I think what you say is valid. But I also believe that there is a realistic chance that my sample is accurate despite the biases.

It also makes sense logically. A smarter person will be faster at reading sloppy code.

as a sloppy coder (until I clean it up for review) I appreciate the compliment!
> I stated that there are correlations

The funny part, the reason it's called a paradox, is that the correlation can be fake or can even be reversed. We cannot know either way just from our personal experiences, the selection effects are too strong.

And the anecdote you tell, the part about smart programmers being smart enough to get away with being a little messy, and dumb programmers being obsessed with cleanliness to reduce cognitive load, are exactly the sorts of situations that can cause the paradox.

It's like when you are casually dating a bunch of people and find that the good-looking ones tend to have bad personalities because they are attractive enough that they can get away with it. It is a real correlation from your perspective, but on a global scale the correlation is opposite. Good looking people tend to be more charismatic in real life, we just can't tell while we are on the dating market because the ones who are both good looking and charismatic are out of our league, and as for the ugly/mean ones, we are out of their league.

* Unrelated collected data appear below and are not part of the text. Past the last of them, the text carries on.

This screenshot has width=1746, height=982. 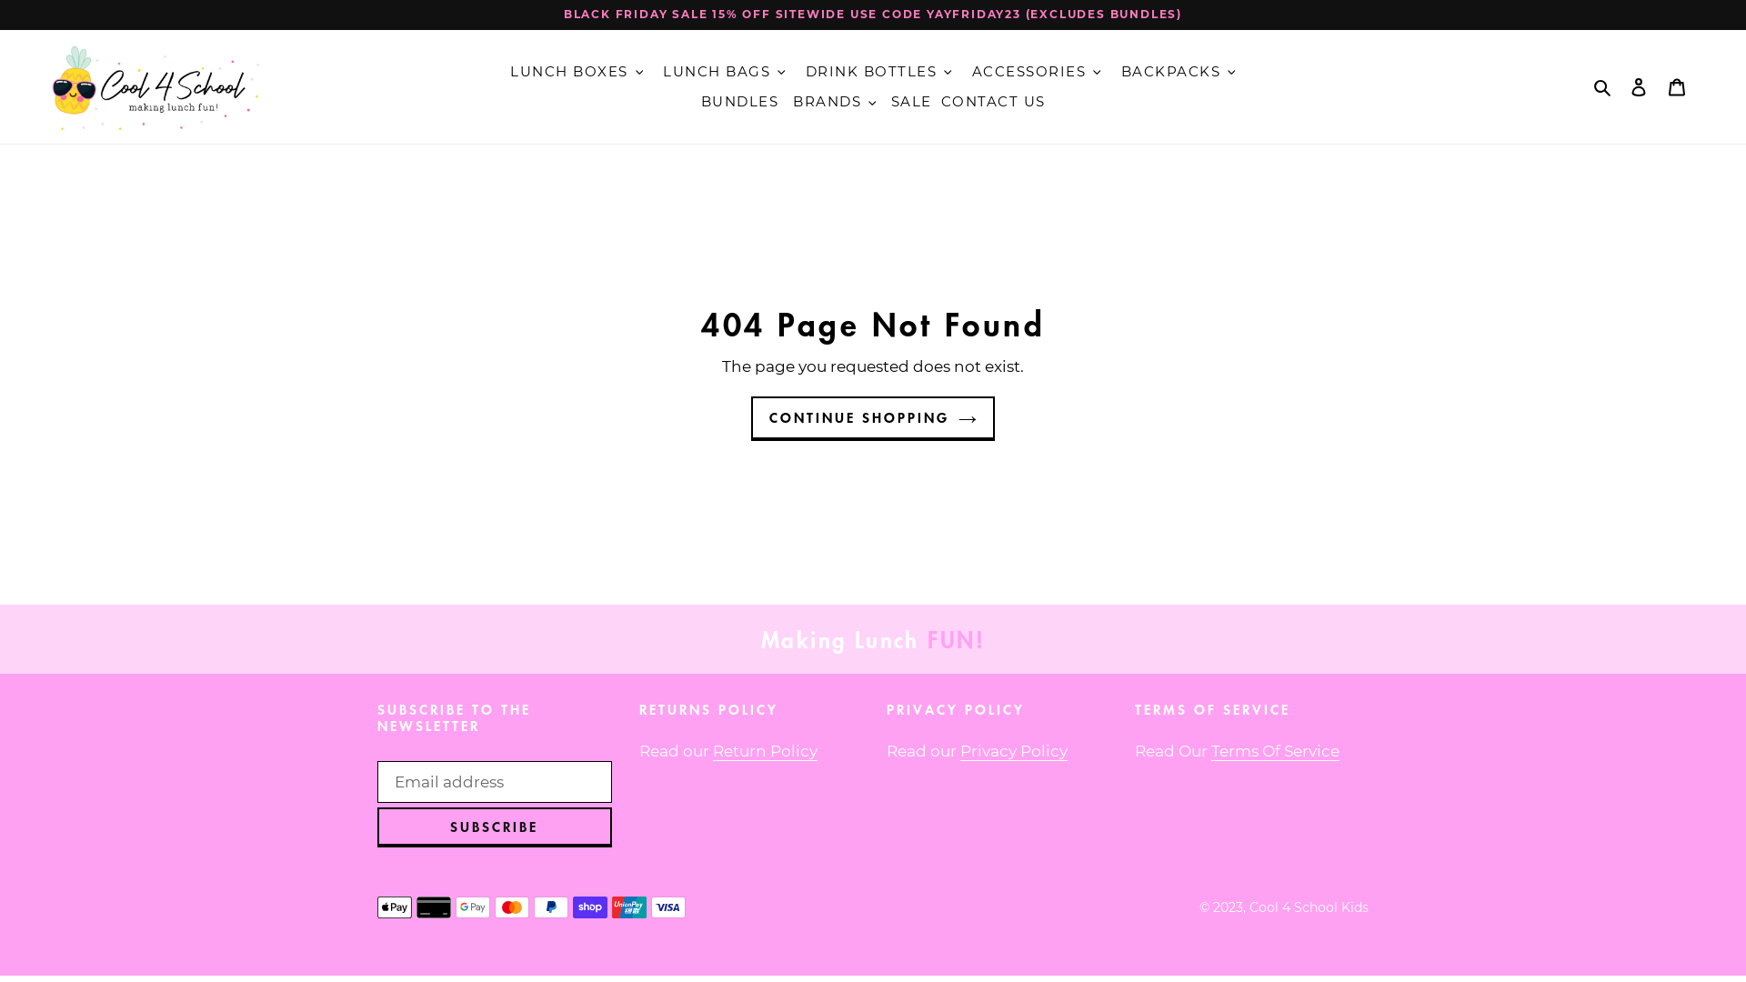 What do you see at coordinates (1179, 72) in the screenshot?
I see `BACKPACKS` at bounding box center [1179, 72].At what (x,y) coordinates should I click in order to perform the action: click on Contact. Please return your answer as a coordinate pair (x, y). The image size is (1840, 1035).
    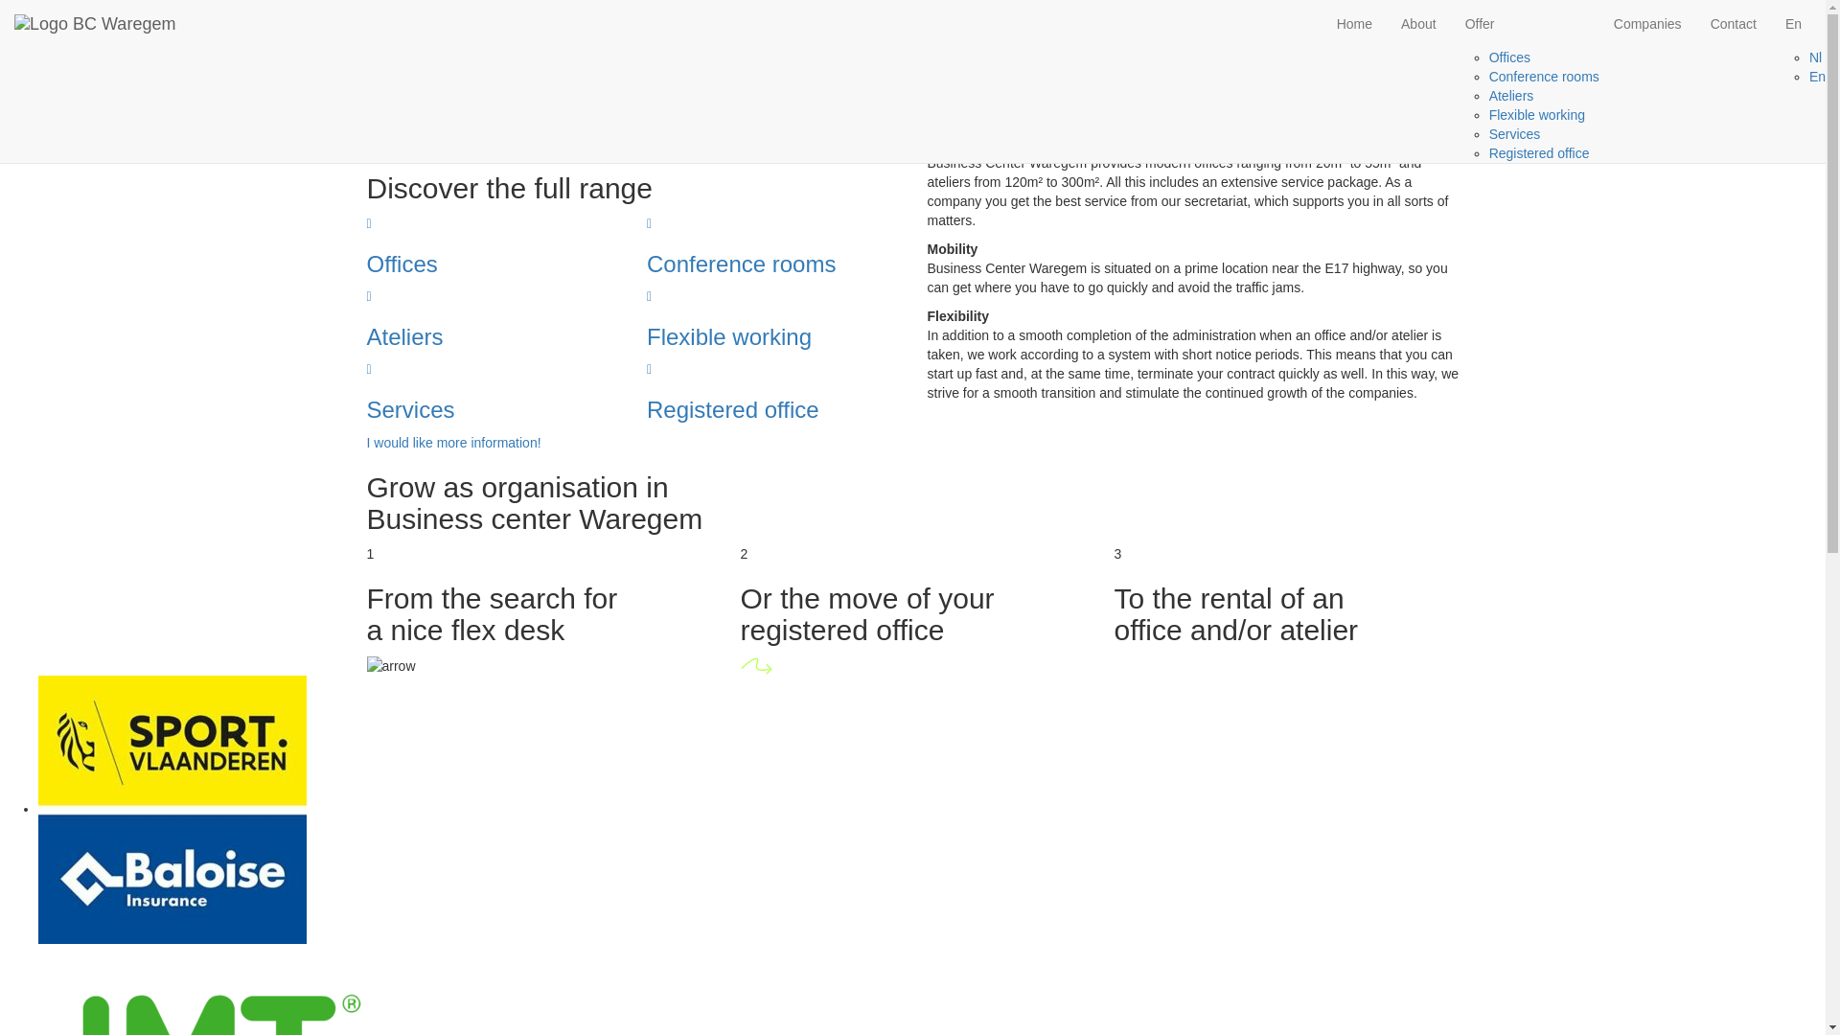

True. But how do you know the paradox applies here? What if my sample is accurate?

What I don't get is how someone can out of nowhere say the paradox applies in my case. I mean this paradox can apply to any measurement even the most rigorous experiment. So why suddenly come to my post and bring up this application?

I think some people enjoy the aesthetics of good code, much like math. That’s a smart person thing
I'd probably fall more in the spectrum of dumb programmer vs smart one, but I like clean code/consistently enforced patterns because it reduces the amount of mental overhead required to get code state into your brain. I'd rather focus on actually solving the problem at hand vs wrangling with messy, overly clever code.

That's one of the reason I like Go so much. The language is simple and easy to read with common, idiomatic patterns to the point it just gets out of your way and you can actually focus on what you're trying to do instead of spinning your wheels with a million clever ways to write the same code.

When code is as concise as possible, everything still there is there for a clear reason. Repetitive, verbose code is where our ape brains get bored or confused and miss bugs.